Building and leading design and UX at Marley Spoon & Dinnerly
Marley Spoon helps people around the world to save time while cooking healthy, home-cooked meals. Each week, Marley Spoon helps customers in three continents and eight countries to choose meals they’d like to cook from a changing weekly menu and receive all of the ingredients and recipes they need directly to their door.
Since launching in 2015, Marley Spoon has delivered more than 27 million meals to its global audience. Over the past six years, Marley Spoon’s core product offering has grown tremendously to offer a sister brand, Dinnerly, in 3 countries and several add-on and seasonal products available through the year.
The problem statement
When I joined Marley Spoon in 2018, the entirety of the design outcome for all of these products was being supported, surprisingly and somewhat impressively, by 2 floating designers in the company. Unsurprisingly, this set up was conducive to neither the growth and wellbeing of the designers, nor the strategic design of the rapidly scaling product and brand.
Upon joining, I was tasked with building and leading the global design team to deliver a thoughtful, cohesive end-to-end product experience that united the digital and physical halves of the meal kit experience. And in order to enable our journey towards the vision, it was imperative to build an inclusive, collaborative design culture for the team to collaborate, impact and thrive cross-functionally.
Over the course of 2 years, as Global Head of Design & UX, I scaled the UX design, brand design and video teams, set up processes for their collaboration, defined principles and set the strategic direction for design-forward projects, established user research as a practice, created frameworks for development and career growth, and slowly cultivated a design culture in the company. More on these below.
Building design culture
Cultivating an awareness of the role and value of design within an organisation is a slow, hard and invisible process– even more so, when done from scratch. Just as work culture can’t be short-handed with ping-pong tables and free snacks; design culture can’t be shorthanded with sheer optics.

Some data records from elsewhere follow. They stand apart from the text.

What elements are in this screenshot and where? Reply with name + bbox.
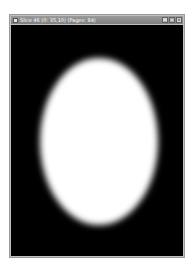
maximize-button[interactable]: □: [169, 17, 175, 23]
minimize-button[interactable]: _: [162, 17, 168, 23]
image-canvas[interactable]: [11, 25, 183, 256]
window-title: Slice 46 (0: 35,10) (Pages: 84): [20, 16, 96, 24]
window-controls: _ □ ×: [162, 17, 182, 23]
title-bar[interactable]: Slice 46 (0: 35,10) (Pages: 84) _ □ ×: [11, 16, 183, 24]
white-ellipse: [40, 58, 158, 225]
close-button[interactable]: ×: [176, 17, 182, 23]
image-window: Slice 46 (0: 35,10) (Pages: 84) _ □ ×: [9, 14, 185, 258]
app-icon: [13, 18, 18, 23]
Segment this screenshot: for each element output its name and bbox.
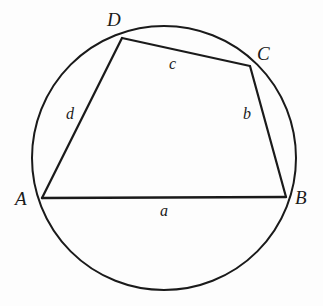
side-label-b: b <box>243 106 251 122</box>
vertex-label-b: B <box>295 188 307 207</box>
vertex-label-a: A <box>15 189 27 208</box>
side-b-segment <box>250 66 286 197</box>
side-d-segment <box>42 38 122 198</box>
side-label-a: a <box>160 203 168 219</box>
side-c-segment <box>122 38 250 66</box>
vertex-label-d: D <box>107 10 121 29</box>
side-a-segment <box>42 197 286 198</box>
side-label-d: d <box>66 106 74 122</box>
circumcircle <box>32 26 296 290</box>
geometry-figure: A B C D a b c d <box>0 0 323 306</box>
vertex-label-c: C <box>257 44 270 63</box>
geometry-canvas <box>0 0 323 306</box>
side-label-c: c <box>169 56 176 72</box>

What helped me initially to break down this challenge at Marley Spoon were the lessons about community and education from running my Indian pop-up dinner series Indian Standard Time:
The open kitchen.
There’s lots to be said about this metaphor, but in short: from my harrowing first time running an open kitchen, I accidentally discovered its power to include, engage, involve, empathize and identify with. With this as the guiding principle, together with my team at Marley Spoon, I laid out a vision for how we would work as a design team– both internally and externally, with our partners in the company. Some of the key tenets of moving towards our vision were founded on making sure we made ourselves just as visible, open and available for listening, as for talking about our process and work. Similar to the challenge I faced while running the Indian supper club for non-Indians– this meant straddling the line between making our work easy to absorb, while staying rooted in our expertise and process.
Company-wide goal setting
Design is inherently a cross-functional sport. Therefore, the sharing of a common vision on strategic efforts and objectives across the company is crucial and is what makes nuanced product and brand design possible. However, it became apparent that members often did not have a fair sense of how company objectives flow into the various teams in the company, and conversely, how their individual work contributes to the overall vision. At the start of the quarter, While everyone added their individual goals to Small Improvements, silos and conflicts of priorities would emerge as the quarters rolled on. These conflicts became apparent in retrospectives, in company off-sites and was felt in day-to-day struggles within projects, and started to hinder our work as a cross-functional team. To begin to bridge this gap with better communication, I proposed a company-wide all-hands format to the CEO that would align on the why, the what, the how of the company goals and how they transform into individual team goals. This was Mise en Place.
Building community over breakfast : Design Exchange
Design Exchange arose from a need for bringing a wider dialogue about design, besides ongoing projects, both within and without the team. Once every month, I invited a designer(s) from other companies for an informal design sharing session to exchange views and get to know each other over some delicious breakfast. The idea was to foster exchange and learn about the intersection of design, tech and food from different perspectives. People from all disciplines were welcome to join, both from within Marley Spoon and without.
Over the course of a year and a half, we had 10 such Exchanges, inviting designers from Uber, Saatchi & Saatchi, Blinkist, Zalando, Kids Studio, Idagio among others, with topics ranged from user research, copywriting for UX, designing work culture, brand personality, ideation for advertising, to colouring for video.
☻ Outcome This event began modestly from a small design-only attendance to about 25 guests from the larger company and outside; ultimately capped for space constraints. Attendees almost always shared feedback about leaving inspired, and as such, it was always mentioned in Retrospectives under things that went well.